Monday, August 02, 2021

Bridging the Gap?

American air strikes on Taliban forces are ongoing. Will American forces cover the Afghan security forces until their morale solidifies?

This is a tentative relief:

The top American general overseeing operations in Afghanistan declined to say Sunday night whether U.S. airstrikes against the Taliban would end Aug. 31, the date previously given by officials as a cutoff for such attacks.

Gen. Kenneth F. McKenzie Jr., the head of United States Central Command, refused to commit to ending the United States last remaining military leverage over the Taliban: airstrikes.

The insurgents’ recent advance across Afghanistan has resulted in the capture of over half the country’s districts, and now threatens its major cities.

The Taliban are furious, alleging the American air strikes violate past agreements. As if their continued waging war is perfectly fine. 

Nice work if you can get it, as the saying goes.

I'm against the American and NATO withdrawal.

But the failure to maintain air strikes that can take advantage of information provided by our allies on the ground astounded me. Restoring that help is a bare minimum of sanity:

On paper, the Afghan government can hold. But in the real world, fear of death is heightened by the American-led withdrawal. If enough time passes without a general collapse of government morale, the paper balance will win out. 

But the Taliban have a window of opportunity when fear of the unknown without America holding the hand of government forces makes government officials and forces scared enough to preemptively give up. 

Perhaps American forces need to heavily bombard the Taliban during the period before and after the final withdrawal until that window of opportunity is closed. As much to support Afghan government morale as to destroy and disrupt the Taliban effort to exploit our withdrawal.

Although we are now fighting with a greater degree of difficulty from air bases far from Afghanistan.

The next step is even more of a problem if this doesn't work.

UPDATE: Of the problems Afghanistan faces this is the one I worry about most:

Morale [of government security forces] could become fragile under growing pressure — as a former U.S. ambassador has pointed out, Afghan wars have typically ended when people decided “that one side was going to win and stopped fighting.”

We are in a danger zone now. Can we help Afghan forces through this fragile period to emerge intact and able to continue the fight in earnest?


THE TASK:
Output the span of lines from the one that contains "Aim at <b>human face</b>." through the end of the records, inclusive, exactly as written and free of pictures.

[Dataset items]
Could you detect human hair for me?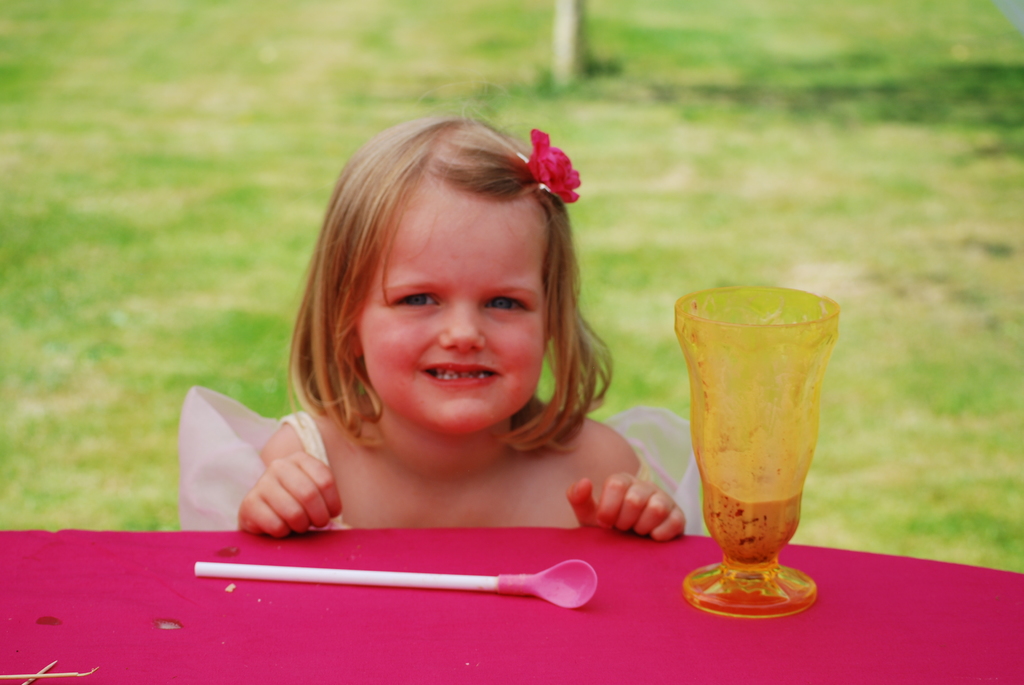
Detection result: {"left": 285, "top": 125, "right": 598, "bottom": 482}.
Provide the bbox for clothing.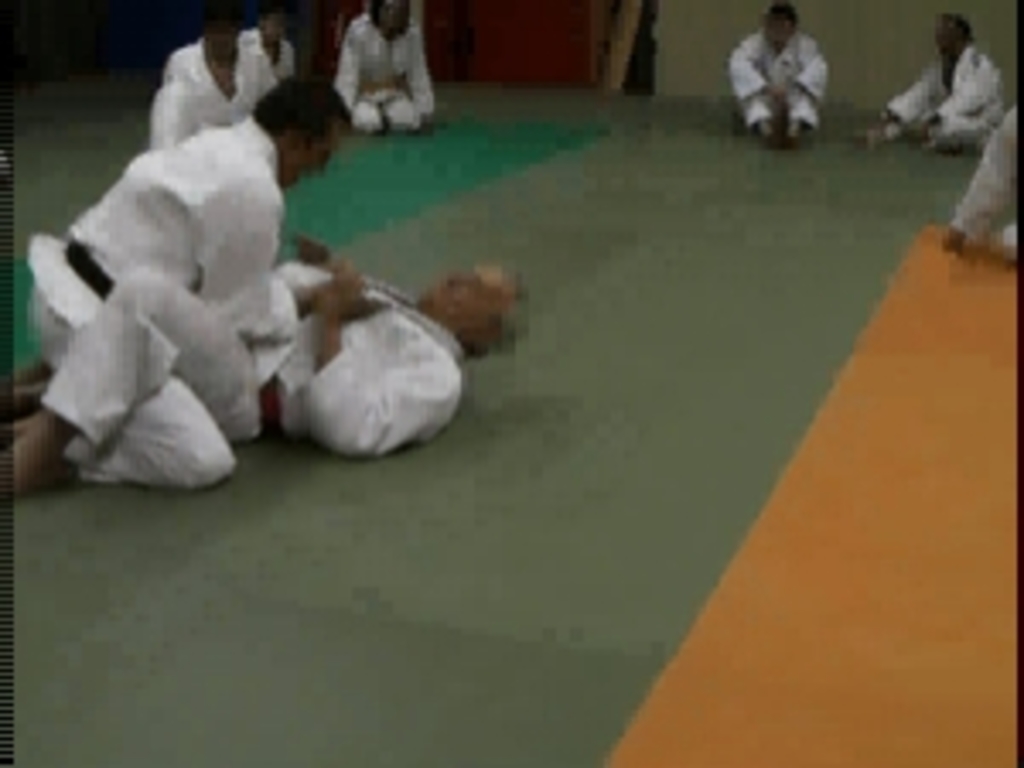
{"x1": 894, "y1": 44, "x2": 1004, "y2": 157}.
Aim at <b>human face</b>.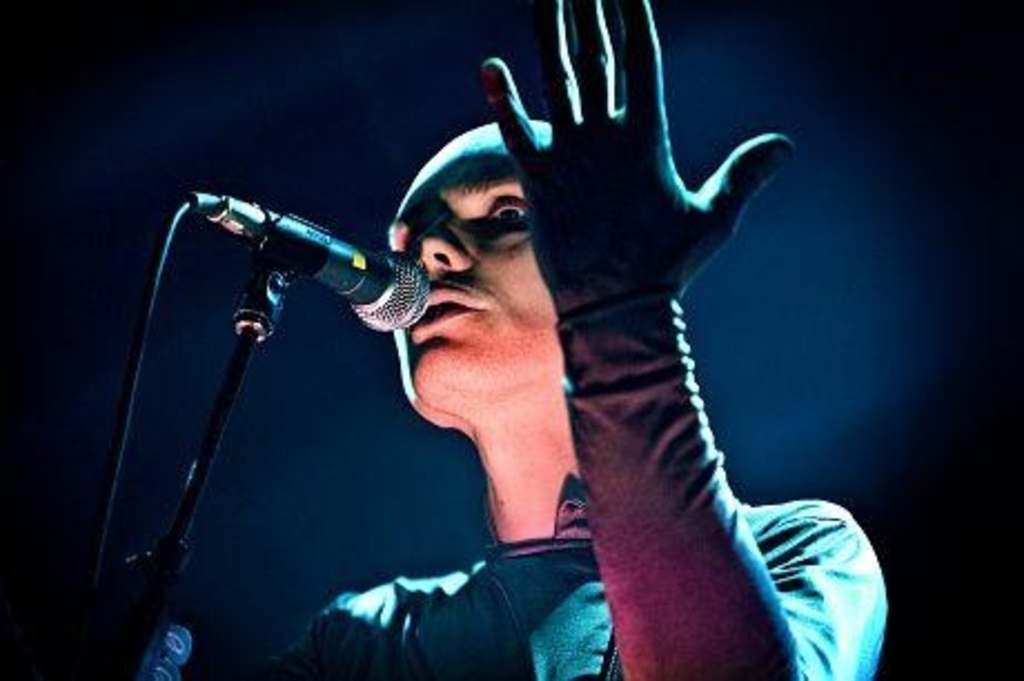
Aimed at (390, 129, 559, 407).
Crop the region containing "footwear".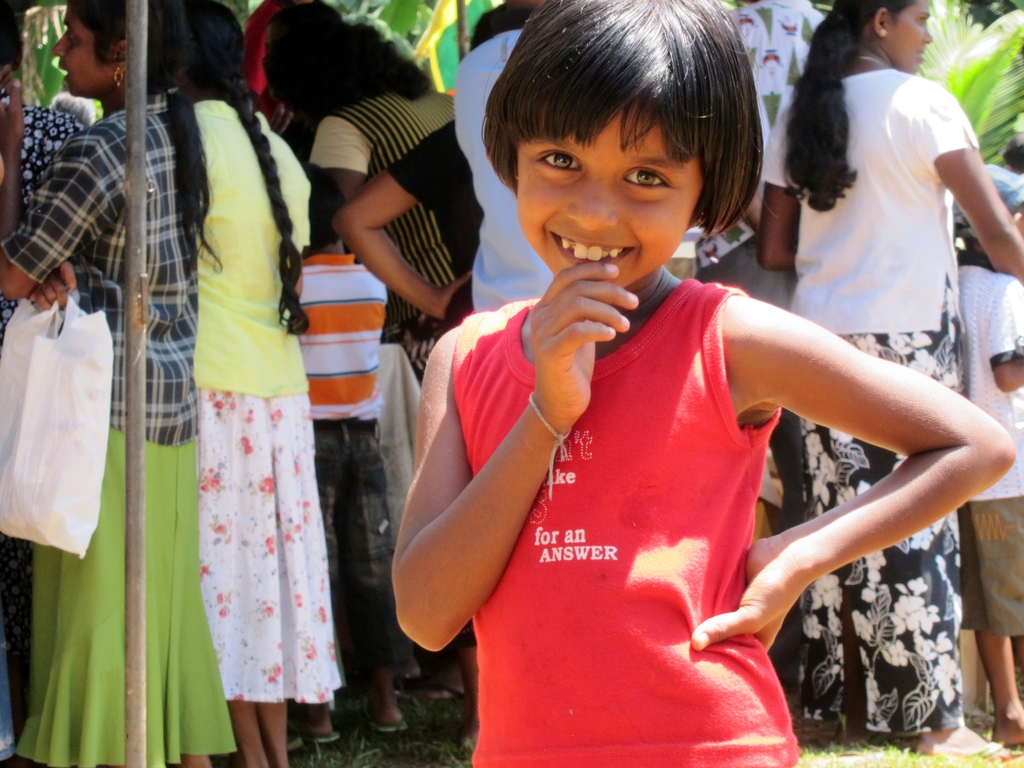
Crop region: left=300, top=721, right=340, bottom=740.
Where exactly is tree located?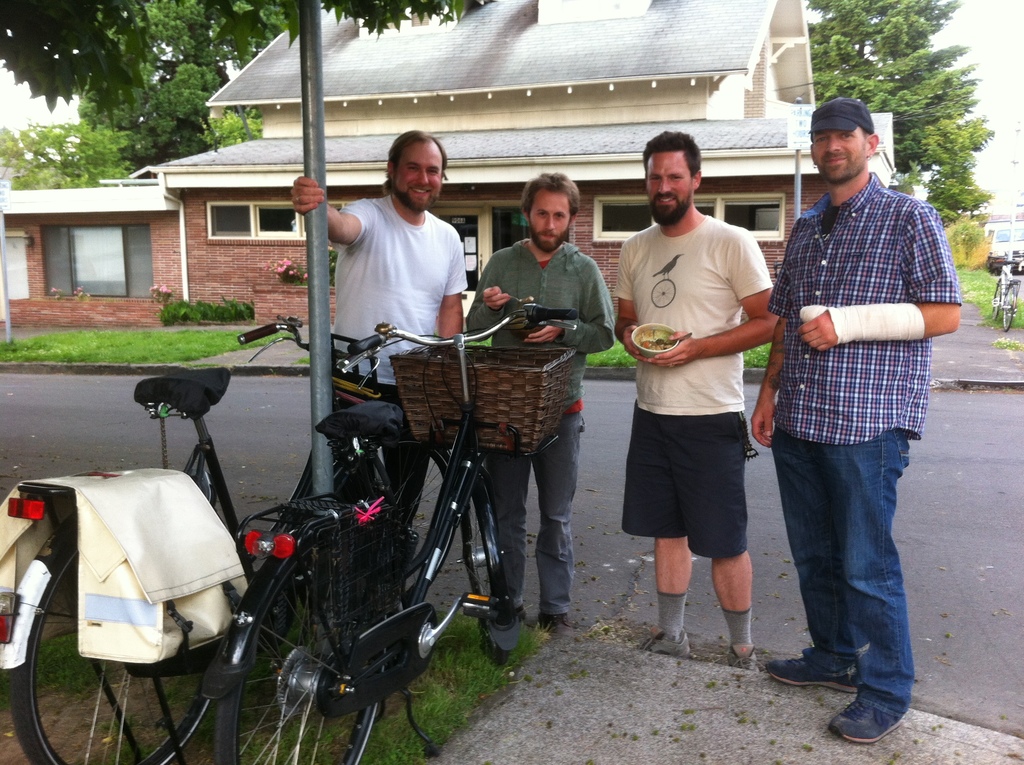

RESULT OF THE EXERCISE:
Aim at <b>human face</b>.
Aimed at (390, 129, 559, 407).
Crop the region containing "footwear".
Crop region: left=300, top=721, right=340, bottom=740.
Where exactly is tree located?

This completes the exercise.